Krzysztof Sołek, who’s servicing the project through Warrior Bear Prods., said he met producers Stefan Raiser and Felix Zackor, of Dreamtool Entertainment, shortly after the Polish rebate was announced at the Berlinale. By March, they were already filling out an application form. “We fell in love and started making the film straightaway,” he said.

Sołek said there’s been “huge interest” in producing in Poland since the launch of the incentive scheme. “The change is really a reversal of 180 degrees,” he said. “Usually, I have to go to the festivals, arrange all the meetings, knock on doors. Very rarely was somebody calling me or writing me. Now, it’s happening on a regular basis.”

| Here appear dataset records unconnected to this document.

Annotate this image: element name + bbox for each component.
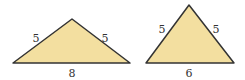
triangle-1-left-side-label: 5 xyxy=(33,32,40,45)
triangle-2-right-side-label: 5 xyxy=(213,23,220,36)
triangle-1-right-side-label: 5 xyxy=(102,32,109,45)
triangle-1-base-label: 8 xyxy=(69,67,76,80)
triangle-2-left-side-label: 5 xyxy=(159,23,166,36)
triangle-2-base-label: 6 xyxy=(186,67,193,80)
triangle-1 xyxy=(13,19,130,63)
triangles-diagram: 5 5 8 5 5 6 xyxy=(0,0,245,80)
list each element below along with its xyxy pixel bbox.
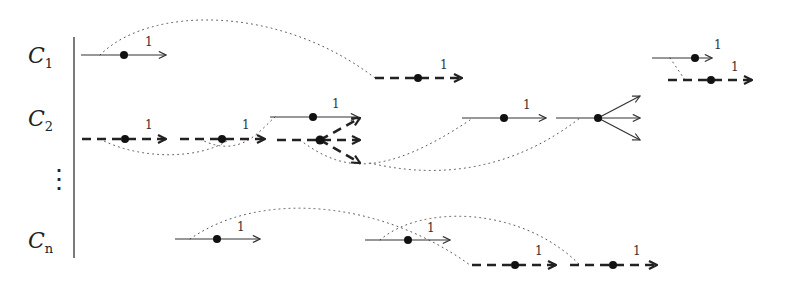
svg-text:1: 1 [714,38,722,52]
row-label-c2: C2 [28,106,53,134]
svg-text:1: 1 [440,58,448,72]
svg-text:1: 1 [523,98,531,112]
arrow-c1-solid-a: 1 [81,35,166,59]
arrow-cn-solid-a: 1 [175,220,260,243]
event-structure-diagram: C1 C2 ⋮ Cn 1 1 1 1 1 1 [0,0,798,281]
arrow-cn-dashed-d: 1 [570,244,657,269]
svg-text:1: 1 [145,118,153,132]
arrow-cn-solid-b: 1 [365,221,450,244]
arrow-c2-solid-c: 1 [270,97,358,121]
branch-c2-solid [556,96,640,140]
arrow-cn-dashed-c: 1 [472,244,556,269]
arrow-c1-solid-c: 1 [652,38,722,62]
svg-text:1: 1 [145,35,153,49]
arrow-c2-dashed-a: 1 [82,118,166,143]
arrow-c2-dashed-b: 1 [180,118,265,143]
arrow-c1-dashed-d: 1 [668,60,752,84]
row-label-cn: Cn [28,228,54,256]
svg-text:1: 1 [237,220,245,234]
row-label-c1: C1 [28,43,53,71]
svg-text:1: 1 [633,244,641,258]
svg-text:1: 1 [427,221,435,235]
dotted-connectors [100,20,685,265]
arrow-c1-dashed-b: 1 [375,58,462,82]
svg-text:1: 1 [731,60,739,74]
branch-c2-dashed [277,118,360,163]
svg-text:1: 1 [535,244,543,258]
arrow-c2-solid-d: 1 [462,98,546,122]
svg-text:1: 1 [332,97,340,111]
row-label-vdots: ⋮ [46,164,72,194]
svg-text:1: 1 [242,118,250,132]
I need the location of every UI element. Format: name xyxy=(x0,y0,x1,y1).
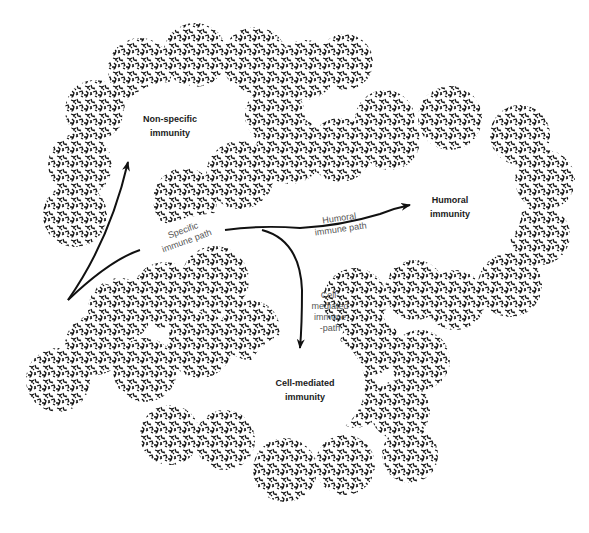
node-cell-mediated-immunity: Cell-mediated immunity xyxy=(245,376,365,404)
node-label-line2: immunity xyxy=(245,390,365,404)
node-label-line1: Non-specific xyxy=(120,112,220,126)
node-label-line1: Cell-mediated xyxy=(245,376,365,390)
path-label-line3: immune xyxy=(295,312,365,323)
node-non-specific-immunity: Non-specific immunity xyxy=(120,112,220,140)
node-label-line1: Humoral xyxy=(400,193,500,207)
path-label-line1: Cell- xyxy=(295,290,365,301)
path-label-line4: -path xyxy=(295,323,365,334)
node-humoral-immunity: Humoral immunity xyxy=(400,193,500,221)
path-label-line2: mediated xyxy=(295,301,365,312)
node-label-line2: immunity xyxy=(400,207,500,221)
path-label-cell-mediated: Cell- mediated immune -path xyxy=(295,290,365,334)
node-label-line2: immunity xyxy=(120,126,220,140)
diagram-canvas xyxy=(0,0,589,533)
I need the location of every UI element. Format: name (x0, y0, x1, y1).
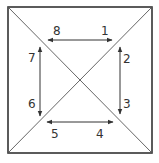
label-5: 5 (51, 127, 59, 141)
label-8: 8 (53, 24, 61, 38)
square-diagonal-diagram: 8 1 2 3 4 5 6 7 (0, 0, 159, 163)
label-1: 1 (101, 24, 109, 38)
label-7: 7 (28, 51, 36, 65)
label-2: 2 (123, 52, 131, 66)
label-3: 3 (123, 97, 131, 111)
label-4: 4 (96, 127, 104, 141)
label-6: 6 (28, 97, 36, 111)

Ten film and TV projects have been approved for the rebate so far, with a handful of international productions waiting to get the green light. The rebate is already having an impact on local productions as well, with the upcoming drama “Magnezia,” co-written and directed by Maciej Bochniak, among some half-dozen projects that are currently shooting.

“Magnezia” is a gangster film set along the Polish-Soviet border in 1925 and produced by Leszek Bodzak of Aurum Film, who is in Toronto for the North American premiere of Jan Komasa’s “Corpus Christi.”

Bodzak said the rebate was crucial for boosting the film’s production values, allowing him to add rich period details and costly shoot-out scenes. It also helped the producer to hire talent like Waldemar Pokromski, make-up artist for the likes of Michael Haneke (“The White Ribbon”) and Steven Spielberg (“Schindler’s List”), and Jan A.P. Kaczmarek, the Oscar-winning composer for “Finding Neverland.”

“We had a chance to gain wonderful artists for this film, mainly because we were allowed to raise the budget because of the cash rebate,” said Bodzak, who also has two projects in development with German, Israeli and Czech producers.

For Śmigulski, who noted the Polish industry’s “years of tradition and heritage of great artists” like Andrzej Wajda and Wojciech J. Has, such projects are proof that the rebate scheme will help bring “more diversity and quality to Polish cinema.”